What We’re Following: The Politics of Seeking Asylum
As Europe works to resolve its worst migrant crisis since World War II, Turkey has proposed a controversial plan to absorb immigrants sent back from Europe in exchange for a series of perks and an EU commitment to settle asylum-seekers in member nations. The United Nations and human-rights groups have heavily criticized the plan, saying it risks sending refugees back into war zones.
The U.S. Presidential Primaries: It’s Super Tuesday, Part 2 for the Democratic and Republican nominees. Ted Cruz, John Kasich, and Marco Rubio hope to blunt frontrunner Donald Trump's momentum in Hawaii, Idaho, Michigan, and Mississippi tonight before the crucial Florida and Ohio contests next week. Hillary Clinton looks poised for a big victory in Mississippi, but Bernie Sanders is looking to pull off an upset win in Michigan as the polls narrow there. We’re liveblogging here.
International Women’s Day: Today is a day to celebrate women (though they deserve millennia) and their economic, political, and social achievements around the world. In the work force, women have made enormous economic progress in the last 50 years. But wage gaps between men and women persist, and in the United States, the disparity is 2.5 times the size of those of other industrialized countries.
An Arctic fox straight chillin’ on the tundra of Svalbard, a collection of Norwegian islands in the Arctic Ocean, on July 25, 2011. See more photos from Svalbard here. (Paul Souders / Corbis)
Quoted
“[My professor is] the only one so far who’s made me like math. Where I was before, everything was just overwhelming. He goes step by step. He’ll tell you, ‘You can do this.’”—Donna Davis, a student in Robert Puhak’s remedial math class
“Sexual fantasy obeys its own set of rules that have nothing to do with propriety, common sense, or even the physical laws of the universe.”—Ogi Ogas, a neuroscientist, on porn
“In Ghana, you’re not allowed to point with your left hand, because the left hand is reserved for dirty things.”—Daniel Casasanto, a psychologist who studies left- and right-handed biases
Evening Read
We’ve got a few tonight. The Atlantic has taken the classic Q&A and turned it on its head: We start with some of the most frequently posed solutions to pressing matters of policy, and then complicate those answers with thoughtful questions.
There is zero evidence to suggest that the U.S. will even seriously consider making Puerto Rico the 51st state in the foreseeable future. Any statements to the contrary by U.S. leaders, past and present, have been blatant attempts to either mollify political allies or to attract support from Puerto Ricans on the mainland. … The conversation about Puerto Rico’s status must shift to what the United States is willing or unwilling to do. Until then, Puerto Rico shamefully, unconstitutionally, remains a colony, lacking the tools to dig itself out, and lacking any leverage over the U.S. government as it mostly sits idly by.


Your instructions: Search the records below for the string "Healthplanning" and copy each line where it turns up.

Source data:
+ + +

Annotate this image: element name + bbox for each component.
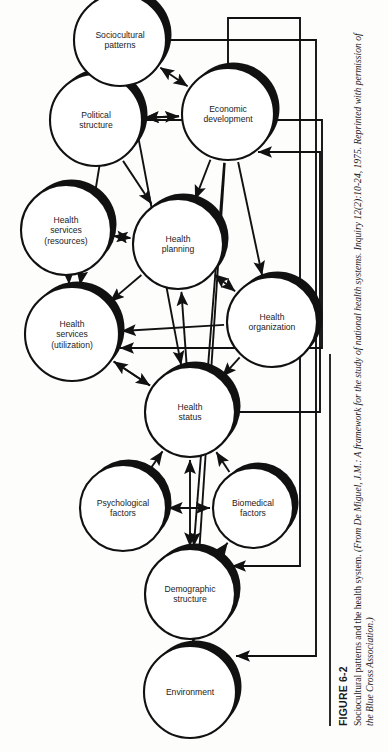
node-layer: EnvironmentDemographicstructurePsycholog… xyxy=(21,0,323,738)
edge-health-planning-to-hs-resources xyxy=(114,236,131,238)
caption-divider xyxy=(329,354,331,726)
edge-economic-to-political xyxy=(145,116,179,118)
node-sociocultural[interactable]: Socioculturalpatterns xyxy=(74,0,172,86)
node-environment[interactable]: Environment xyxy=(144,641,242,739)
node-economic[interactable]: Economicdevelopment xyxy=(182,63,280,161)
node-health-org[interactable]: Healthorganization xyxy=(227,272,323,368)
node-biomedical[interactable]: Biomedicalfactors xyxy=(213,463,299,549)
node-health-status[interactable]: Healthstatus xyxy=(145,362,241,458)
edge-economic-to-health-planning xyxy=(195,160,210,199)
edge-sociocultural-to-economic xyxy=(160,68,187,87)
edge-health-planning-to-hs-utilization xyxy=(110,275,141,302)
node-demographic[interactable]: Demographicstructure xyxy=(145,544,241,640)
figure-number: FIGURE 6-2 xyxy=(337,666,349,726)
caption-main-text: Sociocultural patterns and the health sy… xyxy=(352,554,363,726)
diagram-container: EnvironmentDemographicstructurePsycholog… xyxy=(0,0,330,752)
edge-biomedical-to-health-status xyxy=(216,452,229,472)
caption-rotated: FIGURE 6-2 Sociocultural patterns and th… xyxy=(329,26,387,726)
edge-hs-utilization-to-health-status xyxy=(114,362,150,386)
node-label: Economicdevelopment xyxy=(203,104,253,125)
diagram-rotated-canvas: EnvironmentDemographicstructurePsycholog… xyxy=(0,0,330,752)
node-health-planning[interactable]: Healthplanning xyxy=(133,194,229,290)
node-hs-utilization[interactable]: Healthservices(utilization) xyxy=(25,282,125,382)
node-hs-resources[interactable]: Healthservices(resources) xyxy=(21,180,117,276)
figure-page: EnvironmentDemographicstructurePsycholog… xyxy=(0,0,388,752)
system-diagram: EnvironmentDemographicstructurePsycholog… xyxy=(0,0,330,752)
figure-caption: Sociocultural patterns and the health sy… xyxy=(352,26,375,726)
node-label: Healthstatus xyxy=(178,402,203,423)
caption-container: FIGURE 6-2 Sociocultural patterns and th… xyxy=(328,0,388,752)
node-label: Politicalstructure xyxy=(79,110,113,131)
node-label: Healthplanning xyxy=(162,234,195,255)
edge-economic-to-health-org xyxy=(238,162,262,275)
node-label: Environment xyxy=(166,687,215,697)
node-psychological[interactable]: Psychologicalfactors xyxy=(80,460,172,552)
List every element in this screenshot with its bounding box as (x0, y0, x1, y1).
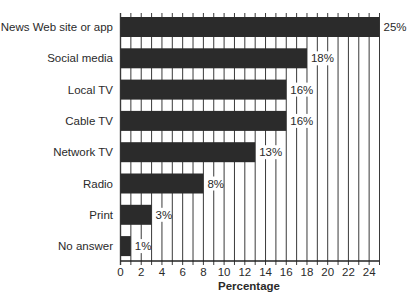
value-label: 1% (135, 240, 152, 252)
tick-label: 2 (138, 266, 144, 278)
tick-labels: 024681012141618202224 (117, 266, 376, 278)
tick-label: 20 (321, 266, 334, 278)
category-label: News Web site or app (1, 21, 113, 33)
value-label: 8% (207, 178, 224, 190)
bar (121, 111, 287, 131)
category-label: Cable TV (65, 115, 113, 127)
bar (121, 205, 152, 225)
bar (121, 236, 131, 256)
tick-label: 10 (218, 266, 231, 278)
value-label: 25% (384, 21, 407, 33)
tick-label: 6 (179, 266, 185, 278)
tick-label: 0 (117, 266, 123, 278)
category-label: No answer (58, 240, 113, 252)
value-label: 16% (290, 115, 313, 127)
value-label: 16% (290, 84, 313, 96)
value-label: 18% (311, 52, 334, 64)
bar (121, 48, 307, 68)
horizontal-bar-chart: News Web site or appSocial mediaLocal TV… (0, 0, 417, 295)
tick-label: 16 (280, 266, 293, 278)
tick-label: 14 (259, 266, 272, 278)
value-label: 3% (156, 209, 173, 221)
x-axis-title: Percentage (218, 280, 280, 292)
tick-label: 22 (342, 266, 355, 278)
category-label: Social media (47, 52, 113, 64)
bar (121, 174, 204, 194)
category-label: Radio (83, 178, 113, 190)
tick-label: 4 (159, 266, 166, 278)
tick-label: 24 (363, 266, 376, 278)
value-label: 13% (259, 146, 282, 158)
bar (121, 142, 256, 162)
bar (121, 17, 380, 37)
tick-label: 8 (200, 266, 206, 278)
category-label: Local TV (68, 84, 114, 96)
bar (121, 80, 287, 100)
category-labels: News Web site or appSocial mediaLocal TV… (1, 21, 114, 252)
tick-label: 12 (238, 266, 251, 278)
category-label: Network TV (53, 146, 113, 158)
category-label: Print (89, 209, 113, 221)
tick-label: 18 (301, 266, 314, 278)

+ + +

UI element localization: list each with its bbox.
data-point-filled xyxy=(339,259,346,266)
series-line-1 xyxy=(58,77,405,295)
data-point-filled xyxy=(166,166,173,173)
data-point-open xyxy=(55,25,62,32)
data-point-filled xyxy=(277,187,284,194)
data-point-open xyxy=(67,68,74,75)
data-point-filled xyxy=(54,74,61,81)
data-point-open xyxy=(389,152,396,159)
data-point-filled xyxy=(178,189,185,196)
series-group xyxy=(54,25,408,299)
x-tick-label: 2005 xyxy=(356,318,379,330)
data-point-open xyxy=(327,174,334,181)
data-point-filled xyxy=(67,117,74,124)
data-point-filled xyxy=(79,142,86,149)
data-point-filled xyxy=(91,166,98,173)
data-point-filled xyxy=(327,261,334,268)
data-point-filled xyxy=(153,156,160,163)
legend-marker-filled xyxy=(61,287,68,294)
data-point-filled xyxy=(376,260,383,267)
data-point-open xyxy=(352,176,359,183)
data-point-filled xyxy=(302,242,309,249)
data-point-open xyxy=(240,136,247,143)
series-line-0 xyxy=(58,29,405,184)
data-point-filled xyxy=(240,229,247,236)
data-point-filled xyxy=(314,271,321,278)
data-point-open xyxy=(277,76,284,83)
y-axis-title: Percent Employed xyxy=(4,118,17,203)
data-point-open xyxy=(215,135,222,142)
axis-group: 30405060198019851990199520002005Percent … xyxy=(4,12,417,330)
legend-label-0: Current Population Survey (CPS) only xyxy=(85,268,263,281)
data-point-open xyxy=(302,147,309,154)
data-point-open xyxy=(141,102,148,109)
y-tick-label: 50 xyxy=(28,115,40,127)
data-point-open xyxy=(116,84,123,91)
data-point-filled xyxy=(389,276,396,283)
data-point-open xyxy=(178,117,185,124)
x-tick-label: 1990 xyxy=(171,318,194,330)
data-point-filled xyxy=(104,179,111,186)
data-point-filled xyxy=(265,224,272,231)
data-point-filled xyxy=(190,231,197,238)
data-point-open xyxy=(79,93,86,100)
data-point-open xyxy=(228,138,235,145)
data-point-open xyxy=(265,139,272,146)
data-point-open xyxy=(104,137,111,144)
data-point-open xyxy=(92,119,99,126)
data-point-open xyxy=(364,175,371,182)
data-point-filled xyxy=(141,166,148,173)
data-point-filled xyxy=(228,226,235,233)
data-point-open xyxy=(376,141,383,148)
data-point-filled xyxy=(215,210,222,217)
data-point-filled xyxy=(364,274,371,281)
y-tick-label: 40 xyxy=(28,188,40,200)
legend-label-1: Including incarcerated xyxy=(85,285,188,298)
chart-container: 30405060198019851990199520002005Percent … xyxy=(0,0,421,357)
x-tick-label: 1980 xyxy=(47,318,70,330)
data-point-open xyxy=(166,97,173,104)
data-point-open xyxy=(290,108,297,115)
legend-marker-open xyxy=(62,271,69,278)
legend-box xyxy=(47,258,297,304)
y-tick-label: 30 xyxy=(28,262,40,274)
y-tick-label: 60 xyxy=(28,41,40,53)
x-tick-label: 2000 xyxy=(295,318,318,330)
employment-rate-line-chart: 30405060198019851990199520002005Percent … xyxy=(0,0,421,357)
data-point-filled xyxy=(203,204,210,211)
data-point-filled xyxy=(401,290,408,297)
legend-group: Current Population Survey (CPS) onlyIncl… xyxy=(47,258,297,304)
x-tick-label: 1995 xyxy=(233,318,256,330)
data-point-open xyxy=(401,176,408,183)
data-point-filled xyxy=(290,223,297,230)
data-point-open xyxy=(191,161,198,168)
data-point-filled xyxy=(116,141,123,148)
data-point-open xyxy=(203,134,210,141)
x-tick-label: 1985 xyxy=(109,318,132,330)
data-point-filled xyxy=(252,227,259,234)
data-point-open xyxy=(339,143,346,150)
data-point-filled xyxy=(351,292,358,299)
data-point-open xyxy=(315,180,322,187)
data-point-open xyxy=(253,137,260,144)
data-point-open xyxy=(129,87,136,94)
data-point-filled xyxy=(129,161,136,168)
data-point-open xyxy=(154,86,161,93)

+ + +

Answer to this task:
node-health-planning[interactable]: Healthplanning xyxy=(133,194,229,290)
node-label: Healthplanning xyxy=(162,234,195,255)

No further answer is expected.